With Cape Cod Lobster Soup, I am officially finished with the lobster recipes. Unless someone in my dear family requests lobster for a birthday dinner or other celebration, I won't be cooking them again anytime soon. I like lobster well enough. We don't tend to go to places where they serve it, but I would eat it. What I don't like is killing the things. Lobsters are slow diers. In terms of drama and flailing about, they could give Richard Burton int the role of Hamlet a run for his money. In this recipe, the cook is supposed to leave the lobster in a shell and let the diners dig it out. So, if you followed those directions, you would have pieces of lobster shell floating around in hot milk. I used poultry shears and dug out the lobster meat. Doing that made it seem unnecessary to buy a third lobster to get the cup of cubed lobster meat.
Lobsters, although they are supposedly in plentiful supply in the bays of Maine, are expensive. My local purveyor of what Bertie Wooster would call the finny denizens had not lowered the prices any. I just hope some of this money is going to the lobster man.
Another ingredient in the soup is pilot crackers. These are not sold in stores. If you want them, you can order them on the Internet from survivalist stores like. www.pioneerliving.net . Survivalists like them because they have a shelf life of 25 years. One could also use oyster crackers. I would say two cups of oyster crackers equals three large ships' biscuits or pilot crackers. I used Kebler crackers. They worked fine.

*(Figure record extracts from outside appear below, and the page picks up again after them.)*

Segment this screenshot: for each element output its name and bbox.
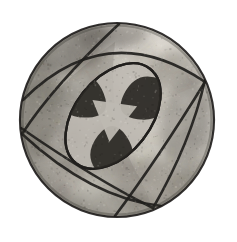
- film-grain-speck: [150, 47, 151, 49]
- film-grain-speck: [203, 115, 205, 116]
- film-grain-speck: [181, 175, 183, 176]
- film-grain-speck: [47, 87, 49, 88]
- film-grain-speck: [138, 207, 140, 209]
- film-grain-speck: [122, 59, 124, 61]
- film-grain-speck: [161, 62, 163, 64]
- film-grain-speck: [196, 122, 198, 123]
- film-grain-speck: [114, 108, 115, 110]
- film-grain-speck: [93, 42, 95, 44]
- film-grain-speck: [120, 154, 122, 155]
- film-grain-speck: [73, 194, 75, 195]
- film-grain-speck: [196, 163, 198, 164]
- film-grain-speck: [193, 171, 194, 172]
- film-grain-speck: [60, 105, 62, 107]
- film-grain-speck: [199, 148, 200, 150]
- film-grain-speck: [199, 118, 201, 120]
- film-grain-speck: [93, 47, 94, 49]
- film-grain-speck: [79, 57, 81, 59]
- film-grain-speck: [35, 133, 37, 134]
- film-grain-speck: [163, 57, 165, 59]
- film-grain-speck: [66, 66, 68, 68]
- film-grain-speck: [92, 165, 93, 166]
- film-grain-speck: [84, 108, 85, 109]
- film-grain-speck: [110, 71, 111, 72]
- film-grain-speck: [56, 151, 57, 152]
- film-grain-speck: [88, 189, 90, 190]
- film-grain-speck: [85, 144, 86, 146]
- film-grain-speck: [29, 106, 30, 108]
- film-grain-speck: [51, 83, 52, 84]
- sphere-artifact-photograph: Spherical artifact incised with a three-…: [0, 0, 237, 242]
- film-grain-speck: [202, 108, 203, 110]
- film-grain-speck: [103, 167, 105, 168]
- film-grain-speck: [91, 54, 93, 56]
- film-grain-speck: [123, 57, 124, 59]
- film-grain-speck: [135, 206, 136, 207]
- film-grain-speck: [91, 111, 93, 113]
- film-grain-speck: [186, 66, 188, 68]
- film-grain-speck: [70, 75, 72, 76]
- film-grain-speck: [180, 171, 181, 173]
- film-grain-speck: [79, 92, 81, 93]
- film-grain-speck: [99, 98, 100, 99]
- film-grain-speck: [152, 129, 154, 130]
- film-grain-speck: [177, 79, 179, 80]
- film-grain-speck: [131, 99, 133, 100]
- film-grain-speck: [185, 158, 186, 159]
- film-grain-speck: [120, 121, 122, 123]
- film-grain-speck: [157, 179, 159, 180]
- film-grain-speck: [161, 150, 163, 151]
- film-grain-speck: [154, 110, 156, 111]
- film-grain-speck: [108, 88, 110, 90]
- film-grain-speck: [208, 122, 210, 123]
- film-grain-speck: [149, 136, 150, 138]
- film-grain-speck: [118, 198, 120, 200]
- film-grain-speck: [123, 205, 125, 206]
- film-grain-speck: [85, 86, 87, 88]
- film-grain-speck: [192, 160, 193, 161]
- film-grain-speck: [107, 62, 108, 63]
- film-grain-speck: [48, 96, 50, 98]
- film-grain-speck: [159, 53, 160, 54]
- film-grain-speck: [58, 114, 60, 115]
- film-grain-speck: [78, 60, 80, 62]
- film-grain-speck: [138, 67, 139, 69]
- film-grain-speck: [125, 99, 127, 100]
- film-grain-speck: [196, 148, 198, 150]
- film-grain-speck: [134, 28, 135, 29]
- film-grain-speck: [78, 190, 79, 192]
- film-grain-speck: [40, 148, 42, 150]
- film-grain-speck: [43, 63, 44, 65]
- film-grain-speck: [163, 125, 164, 127]
- film-grain-speck: [53, 171, 54, 173]
- film-grain-speck: [100, 107, 101, 108]
- film-grain-speck: [76, 58, 78, 60]
- film-grain-speck: [163, 129, 164, 130]
- film-grain-speck: [59, 192, 61, 194]
- film-grain-speck: [85, 101, 87, 102]
- film-grain-speck: [94, 33, 95, 34]
- film-grain-speck: [142, 54, 144, 56]
- figure-root: Spherical artifact incised with a three-…: [0, 0, 237, 242]
- film-grain-speck: [144, 165, 145, 167]
- film-grain-speck: [40, 171, 42, 172]
- film-grain-speck: [96, 208, 97, 210]
- film-grain-speck: [199, 79, 201, 81]
- film-grain-speck: [60, 119, 61, 120]
- film-grain-speck: [50, 118, 52, 120]
- film-grain-speck: [186, 142, 187, 143]
- film-grain-speck: [159, 88, 160, 89]
- film-grain-speck: [114, 210, 115, 212]
- film-grain-speck: [163, 140, 164, 142]
- film-grain-speck: [159, 44, 160, 45]
- film-grain-speck: [202, 143, 203, 144]
- film-grain-speck: [75, 157, 77, 159]
- film-grain-speck: [116, 129, 118, 131]
- film-grain-speck: [189, 126, 190, 127]
- film-grain-speck: [42, 118, 43, 119]
- film-grain-speck: [140, 201, 142, 203]
- film-grain-speck: [161, 46, 163, 48]
- film-grain-speck: [47, 111, 48, 113]
- film-grain-speck: [172, 95, 174, 96]
- film-grain-speck: [150, 192, 152, 193]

I served the soup at a dinner party on Saturday night, where four old friends and shellfish lovers came to talk about what people our age talk about, our trips, our kids, how messed up our past employers are, and the fact that NPR seems to have fired all their editors. The lobster soup was a hit. If you decide to serve it, take the lobster out of the shell. It's unfair to make the diners work so hard for soup. I discarded the tomalley and coral, aka lobster guts.
Cape Cod Lobster Soup
2 one-pound to one-and-one-half-pound live lobsters
5 tablespoons butter
3 large ships biscuits or pilot crackers
4 cups milk, scalded
salt and freshly ground black pepper to taste
1 cup diced cooked lobster meat
1. Plunge a knife into the thorax of the lobsters where body and head join, to kill them. Discard head and thorax, but retain tomalley and coral. With a cleaver or large chef's knife, cut tail and claws into small sections.
2. Heat two tablespoons of the butter in a heavy saute pan. Add lobster sections and cook, stirring, until pieces turn pink.
3. Crush the biscuits or crackers and mix to a paste with remaining butter. Mix in the milk and pour over the lobsters in the pan. Season with salt and pepper. Bring to a boil, stirring. Grate in the coral and add tomalley.
4. Add the cooked lobster meat and serve. Makes four servings.